A Mobile County man who was featured on the First 48 a year before his murder trial has been found not guilty, and his attorneys say there will likely be a lawsuit over how he was portrayed in the program. The show follows Mobile Police homicide detectives in the first 48 hours of murder investigations and gives viewers unprecedented access to crime scenes. Robert Abrams was featured in Episode 11, Season 22, which has been pulled off A&E's website. It aired last January and shows detectives arresting Abrams for murder after he shot Manchella Allen at the Cookies n Cream strip club in Theodore. Abrams missed the show because he was locked up in Mobile Metro Jail awaiting trial.
"It really was aggravating because everybody kept telling me about it, but I can't see it and it's about me. Ain't nobody had nothing good to say," said Abrams.
"What were people telling you about it?" asked NBC 15's Andrea Ramey.
"That I'm going to prison for a long time," replied Abrams.

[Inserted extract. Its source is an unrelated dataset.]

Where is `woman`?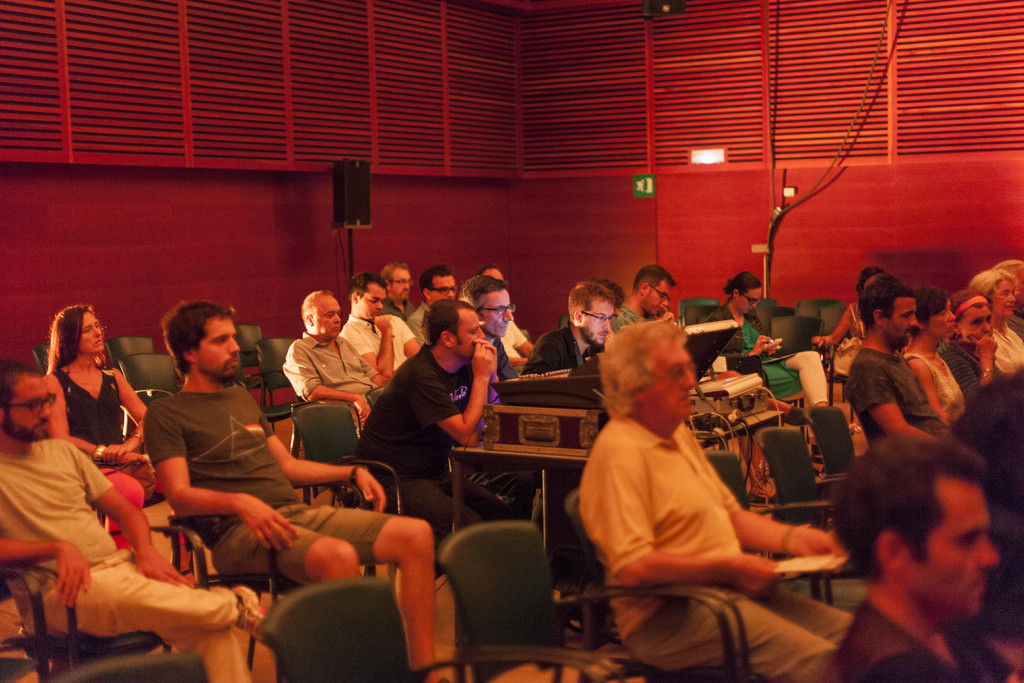
[left=13, top=308, right=134, bottom=533].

That turned out not to be the case. Last week his defense attorneys argued the shooting was in self-defense, and a jury found him not guilty. He showed us a video of him hugging his 8-year-old daughter as he left the jail Thursday. He had hadn't seen her in almost two years.
"The evidence that was presented at trial was very different than what was presented on the First 48," said defense attorney Megan Allgood.
Allgood says the First 48 did not show the knife Allen had on him or the surveillance video of him charging at Abrams in the club.
"They're not showing you all the facts," said Allgood.
"The way that the First 48 portrayed my client was in a damning way. It put his name, his likeness out there as something that was both inappropriate and untruthful," said defense attorney Christine Hernandez.
Hernandez says they are now looking at taking legal action and are working on the parties that will be named in a lawsuit. Hernandez says episodes that air before people are convicted taint potential jurors, and they have to be extra vigilant to make sure people haven't watched episodes that feature their clients.
"It causes jury selection to take hours and hours longer than what it really should," said Hernandez.
"It really does affect our clients Constitutional right to a fair trial," said Allgood.
Abrams says he's grateful he had a fair trial and is now looking to the future with his daughter.
"You can't make up time. But I'm just glad to be around each other again," said Abrams.
There have been similar issues in other cities the First 48 features. According to news reports, Dallas and Miami have paid settlements to people over how they were portrayed.